Question

I am more comfortable with Visual Studio with C#, so I hope to get an IDE that is convenient. During my search for free android development IDE, apart from the usual Eclipse, IntelliJ, netbeans. I have also found these:

nVidia Tegra Android Development Pack, which is kind of Eclipse. "Setting up an Android development environment can be a complex and frustrating experience. NVIDIA simplifies this for all Android developers with a single installer that manages this complexity for you."

Motorola MOTODEV, which is also Eclipse. "Based on Eclipse, MOTODEV Studio lets developers who are new to Android get started quickly and helps experienced developers get the job done even faster"

It's like I am exactly their targeting demographics.

My first question is, are there more pack like the nVidia or the Motorola one?

My second question is, should I setup Eclipse as instructed by Google's developer page or should I use the nVidia pack or the Motorola thing. (Or that I should use IntelliJ or netbeans?)

Was it helpful?

Solution

I'll chime in, but first a disclaimer, I am the Product Manager for MOTODEV Studio. I'll try not to market at you, especially since it's a free product. ;-)

I would love to have you for a user, but I really want to see you as a happy developer, no matter what tools you use. @Ollie has it right, find tools that you like and use them.

We try to be the good starter package for people who don't know Eclipse. There's a lot of setup with the Android SDK, ADT, and the platforms. For some, getting the tools set up can be confusing. We know where everything goes, so we try to uncomplicate it as much as we can.

We also try to add things that make life better for developers than just an installer. I won't enumerate, but go to the MOTODEV page and if you see what you like, try it out. It works for any Android device, not just a Motorola.

If you have questions, you can ask here (tag MOTODEV) or on our boards.

OTHER TIPS

Motodev is cancelled by Google in November - you cannot download it from Motorola web-site, only from users' backups and copies. Thus I wouldn't recommend using it to any professional developer.

Netbeans doesn't have official support for Android yet - you may develop for Android using plugins, but it's quite risky if a plugin's maintainer retires.

IntelliJ lacks jni support. At least I couldn't find it while briefly inspecting capabilities.

So it looks like Eclipse now is the only reasonable choice for full-scale android development.

Alternatively you may use Visual Studio 2010+ with http://code.google.com/p/vs-android/ for native android development. Since Android v.4.0 it supports native Activities, thus you may even try to develop the whole application in C/C++

It's a personal preference.

Many people use Eclipse, many people use IntelliJ. I use IntelliJ and I find it much better, but others may say the same about Eclipse.

This is a very subjective question, and it will yield many subjective answers. But here is mine:

I find that using Eclipse with ADT plugins is very convenient.

  • Both the Eclipse IDE and ADT plugins are updated regularly, so bugs are quickly squashed and new features are introduced
  • Eclipse has a huge user base, so it is quite easy to find answers
  • Branded or customized IDE tends to fall behind in terms of bug fixes and such

If you are doing generic android development, you should go for a clean Eclipse IDE (my subjective preference), or if you are doing Tegra only development it is probably wise to go for nVidia Tegra Android Development Pack.

I think that the pure Eclipse solution is better. Just based on the simple fact that t is the most widely used, and you will have an much bigger pool of resources to get help from when needed.
I briefly used the MOTODEV solution, but went back to pure Eclipse, because it didn't bring much of additional value. But in the end it boils down to personal preference. IntelliJ felt for me much slicker and closer to Visual Studio, but again I fell back to Eclipse.

I came across this thread while searching for some Eclipse links on Goog. I realize it's pretty old but in case others are looking for Android development IDE's I thought I'd post.

I work at NVIDIA in the Tegra team and work with a lot of Android developers - especially Android game developers who often use Windows on their dev machines. As part of our work, we created a plugin for Visual Studio 2010 and Visual Studio 2012 called Nsight Tegra. Using Nsight Tegra you can develop (and debug!!) Java and native/C++ Android applications from the comfort of VS. Very handy :)

NVIDIA also has a CPU and GPU profiler. The GPU profiler is especially handy for Android game developers wanting to understand the bottlenecks in their 3D pipeline or to try out different performance optimizations.

Anyway, the tools are free so check them out!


_Work request_:
Reproduce the entries that follow precisely, setting aside any images.

_Dataset records_:
══════

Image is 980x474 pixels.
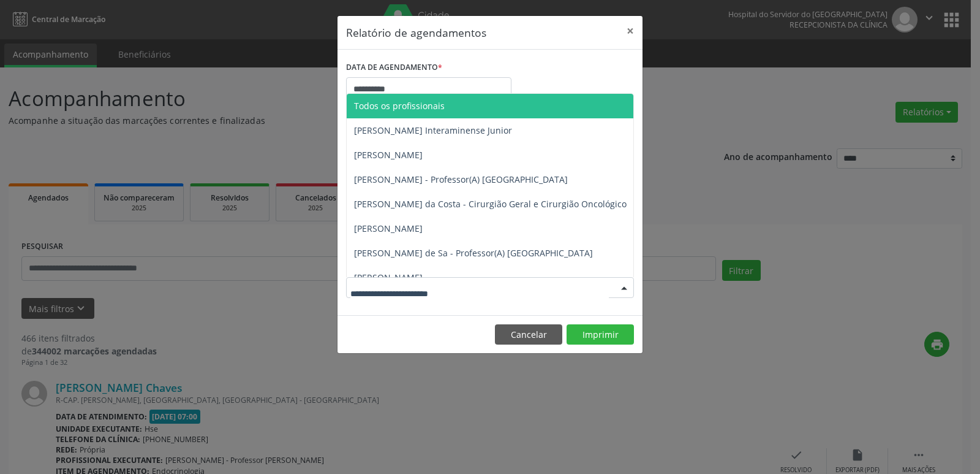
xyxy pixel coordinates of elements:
span: [PERSON_NAME] [354,272,423,283]
span: [PERSON_NAME] da Costa - Cirurgião Geral e Cirurgião Oncológico [354,198,627,210]
span: [PERSON_NAME] - Professor(A) [GEOGRAPHIC_DATA] [354,174,568,185]
label: DATA DE AGENDAMENTO [346,59,442,78]
span: [PERSON_NAME] [354,223,423,234]
span: Todos os profissionais [354,100,445,112]
button: Cancelar [495,324,562,345]
span: [PERSON_NAME] de Sa - Professor(A) [GEOGRAPHIC_DATA] [354,247,593,259]
button: Imprimir [567,324,634,345]
h5: Relatório de agendamentos [346,24,487,41]
span: [PERSON_NAME] Interaminense Junior [354,124,512,136]
button: Close [618,16,643,46]
span: [PERSON_NAME] [354,149,423,160]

══════

_Response area_:
Image is 980x474 pixels.
xyxy pixel coordinates of elements:
span: [PERSON_NAME] [354,272,423,283]
span: [PERSON_NAME] da Costa - Cirurgião Geral e Cirurgião Oncológico [354,198,627,210]
span: [PERSON_NAME] - Professor(A) [GEOGRAPHIC_DATA] [354,174,568,185]
label: DATA DE AGENDAMENTO [346,59,442,78]
span: [PERSON_NAME] [354,223,423,234]
span: Todos os profissionais [354,100,445,112]
button: Cancelar [495,324,562,345]
span: [PERSON_NAME] de Sa - Professor(A) [GEOGRAPHIC_DATA] [354,247,593,259]
button: Imprimir [567,324,634,345]
h5: Relatório de agendamentos [346,24,487,41]
span: [PERSON_NAME] Interaminense Junior [354,124,512,136]
button: Close [618,16,643,46]
span: [PERSON_NAME] [354,149,423,160]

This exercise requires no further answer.